Recently the Labour Party announced its plan, called LEAD, to feminise politics through the gradual increase of its women candidates for local, national and European elections. This plan includes providing training, mentoring and support to young women who wish to take the plunge into the local political sludge.

Labour may wish to start even closer home by feminising its own decision-making organs – it lags behind the Nationalist Party in having women in senior party positions. This notwithstanding, LEAD is a good idea. In focusing on long-term capacity-building it stands to make a bigger impact on the gender balance in politics than the different forms of positive discrimination that have been bandied about.

Any form of positive discrimination is ultimately condescending. As we have seen from the European Parliament elections, when working conditions for parliamentarians include adequate compensation and actually take into account the realities of working mothers, there is no shortage of contenders and successful women politicians. If Parliament wants more women MPs, it should ditch once and for all its lingering legacy of a gentlemen’s club (in the original, pre-Paceville sense of the word) meant only for part-time professionals.

The feminisation of Maltese politics is not the only energetic start of this legislature. Government bulldozed through the Marriage Equality cum surrogacy preparation Act. The new roads minister has hit the road(s) with a turbo-charged determination to wipe away the memory of his predecessor’s ineptitude, and no tree will stand in his way. Air Malta has reversed its previous anorexic tendencies, although quite where Minister Konrad Mizzi’s neoliberal agenda will take it is still unclear.

The Prime Minister himself is trying to project a new image of doing things. He has decided to ditch the self-hiring of his own car, and has proclaimed a new season of goodwill to all in the President’s speech at the opening of the new legislature. Anton Refalo has been replaced, and rightly so, by Justyne Caruana as Minister for Gozo.

This government’s good ideas and flashes of good governance cannot hide the cancer festering at the OPM

Yet, as hard as the government tries to project the image of industrious normality sanctioned by its overwhelming electoral victory, there is a smell of fakeness in the air. As one hand of government gets on with governing, the other continues to undermine the rule of law with nonchalant brutishness.

We received confirmation that the police had not acted on FIAU reports and that key and highly respected FIAU personnel have been summarily removed when investigations came too close to the Prime Minister. That employment regulations and possibly electoral laws have been flouted to buy votes.

In the meantime, the government does not even try to justify the political and punitive transfers taking place. The (truly) independent media is now regularly ignored and considered as part of the vanquished enemy. Pilatus Bank continues to trade and the Malta Financial Services Authority is mute and possibly blind.

It had to be the Leader of the Opposition to finally get the courts to look at the whole Panama scandal. Government threw any last remaining shred of dignity to the winds by ordering its pudgy rottweiler Commissioner Lawrence Cutajar to chase after Dr Busuttil for daring to raise the matter at all.

This government’s good ideas and flashes of good governance cannot hide the cancer festering at the OPM. Its goodly apple is still rotting at the core. Now that it has won the election, why is it still acting like it has something to hide?

Balzunetta elephant

Two weeks ago my CCBLSLP (cisgender child-bearing legally sanctioned life-partner), a.k.a my wife, and I went to see the much-heralded Balzunetta Towers show. In a satire on Malta’s environmental hypocrisy and cupidity, Donald Trump Jr and a conniving kuntrattur buy out the Church, the Police and finally the last barmaid of Floriana’s Balzunetta to raze the whole red-light/religious/police neighbourhood and construct two 100-storey towers.

There is much to praise about this latter-day cabaret. Domenic Galea’s music and Albert Marshall’s lyrics were memorably entertaining, and currently my favourite in-car CD. The ever-green Doreen Galea was a pleasure to see and hear, as was the band, dancers, singers and actors generally.

But what really stuck at the gullet was how the script criticised all and sundry, except the biggest perpetrator and enabler of environmental rape – the government itself. Not only: the show, paid for by public funds, incorporated Labour 2013 and 2017 political slogans without any hint of irony or self-deprecation. I half-expected the Brigata Laburista to come on stage for the final hurrah.

The whole point of political theatre, which is what Balzunetta aspired to be underneath its earthy frolics, is that it is written by the powerless to satirise the powerful. When you are the establishment and try to masquerade as the other side, your inevitable blindness and rationalisation turn the disarming laughter of satire into the rictus of sycophancy. You cannot ignore the elephant in the room, because you are the elephant. The joke is on you.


**What the task requires**. Every entry below should be restated word for word, except for its images.

**Supplied records**.
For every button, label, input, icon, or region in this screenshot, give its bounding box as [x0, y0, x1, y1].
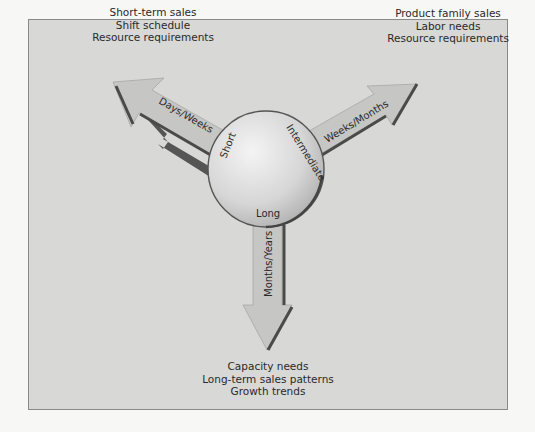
intermediate-horizon-uses: Product family sales Labor needs Resourc… [378, 7, 518, 45]
long-duration-label: Months/Years [263, 231, 274, 297]
use-item: Labor needs [378, 20, 518, 33]
long-horizon-uses: Capacity needs Long-term sales patterns … [168, 360, 368, 398]
use-item: Product family sales [378, 7, 518, 20]
use-item: Resource requirements [78, 31, 228, 44]
use-item: Growth trends [168, 385, 368, 398]
use-item: Long-term sales patterns [168, 373, 368, 386]
use-item: Short-term sales [78, 6, 228, 19]
short-horizon-uses: Short-term sales Shift schedule Resource… [78, 6, 228, 44]
use-item: Resource requirements [378, 32, 518, 45]
use-item: Shift schedule [78, 19, 228, 32]
use-item: Capacity needs [168, 360, 368, 373]
circle-long-label: Long [256, 208, 280, 219]
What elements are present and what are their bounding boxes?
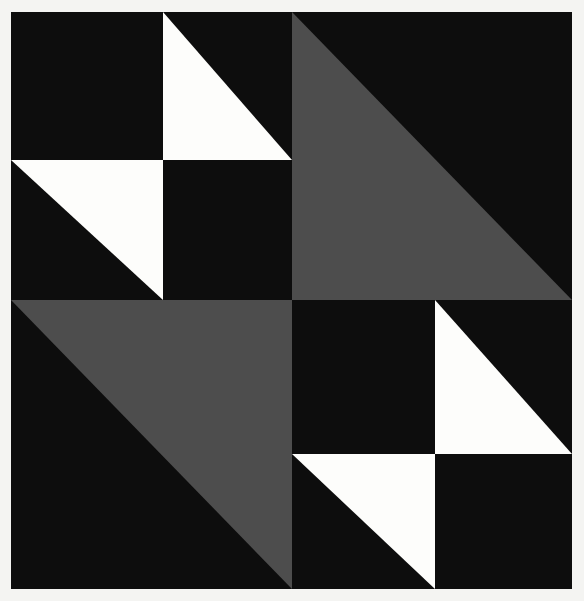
canvas-stage xyxy=(0,0,584,601)
artboard xyxy=(11,12,572,589)
geometric-composition-svg xyxy=(11,12,572,589)
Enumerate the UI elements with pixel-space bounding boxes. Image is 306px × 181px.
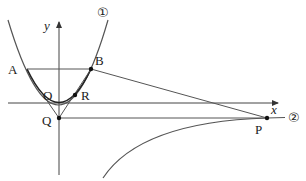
point-p-dot (265, 116, 269, 120)
curve-1-label: ① (97, 5, 109, 20)
point-b-dot (89, 67, 93, 71)
point-b-label: B (95, 53, 104, 68)
point-r-dot (73, 93, 77, 97)
curve-2-label: ② (288, 110, 300, 125)
point-q-dot (57, 116, 61, 120)
point-p-label: P (255, 122, 262, 137)
point-r-label: R (81, 88, 90, 103)
point-a-label: A (8, 62, 18, 77)
figure-canvas: y x O A B R Q P ① ② (0, 0, 306, 181)
x-axis-label: x (270, 102, 277, 117)
segment-bp (91, 69, 267, 118)
y-axis-label: y (42, 18, 50, 33)
origin-label: O (43, 88, 52, 103)
parabola-curve-1 (8, 20, 108, 105)
diagram: y x O A B R Q P ① ② (0, 0, 306, 181)
point-q-label: Q (42, 113, 52, 128)
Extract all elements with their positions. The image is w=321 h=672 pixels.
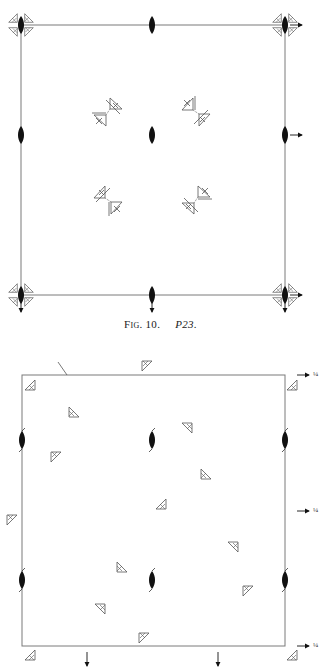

**Output below**.
For every button, label, input, icon, or region in this screenshot, give its bounding box as [x0, y0, x1, y1].
intermediate-horizon-uses: Product family sales Labor needs Resourc… [378, 7, 518, 45]
long-duration-label: Months/Years [263, 231, 274, 297]
use-item: Labor needs [378, 20, 518, 33]
long-horizon-uses: Capacity needs Long-term sales patterns … [168, 360, 368, 398]
use-item: Product family sales [378, 7, 518, 20]
use-item: Resource requirements [78, 31, 228, 44]
use-item: Growth trends [168, 385, 368, 398]
use-item: Long-term sales patterns [168, 373, 368, 386]
use-item: Short-term sales [78, 6, 228, 19]
short-horizon-uses: Short-term sales Shift schedule Resource… [78, 6, 228, 44]
use-item: Resource requirements [378, 32, 518, 45]
use-item: Shift schedule [78, 19, 228, 32]
use-item: Capacity needs [168, 360, 368, 373]
circle-long-label: Long [256, 208, 280, 219]
What elements are present and what are their bounding boxes?
canvas-stage xyxy=(0,0,584,601)
artboard xyxy=(11,12,572,589)
geometric-composition-svg xyxy=(11,12,572,589)
Enumerate the UI elements with pixel-space bounding boxes. Image is 306px × 181px.
point-p-dot (265, 116, 269, 120)
curve-1-label: ① (97, 5, 109, 20)
point-b-dot (89, 67, 93, 71)
point-b-label: B (95, 53, 104, 68)
point-r-dot (73, 93, 77, 97)
curve-2-label: ② (288, 110, 300, 125)
point-q-dot (57, 116, 61, 120)
point-p-label: P (255, 122, 262, 137)
point-r-label: R (81, 88, 90, 103)
point-a-label: A (8, 62, 18, 77)
figure-canvas: y x O A B R Q P ① ② (0, 0, 306, 181)
x-axis-label: x (270, 102, 277, 117)
segment-bp (91, 69, 267, 118)
y-axis-label: y (42, 18, 50, 33)
origin-label: O (43, 88, 52, 103)
parabola-curve-1 (8, 20, 108, 105)
diagram: y x O A B R Q P ① ② (0, 0, 306, 181)
point-q-label: Q (42, 113, 52, 128)
Extract all elements with their positions. The image is w=321 h=672 pixels.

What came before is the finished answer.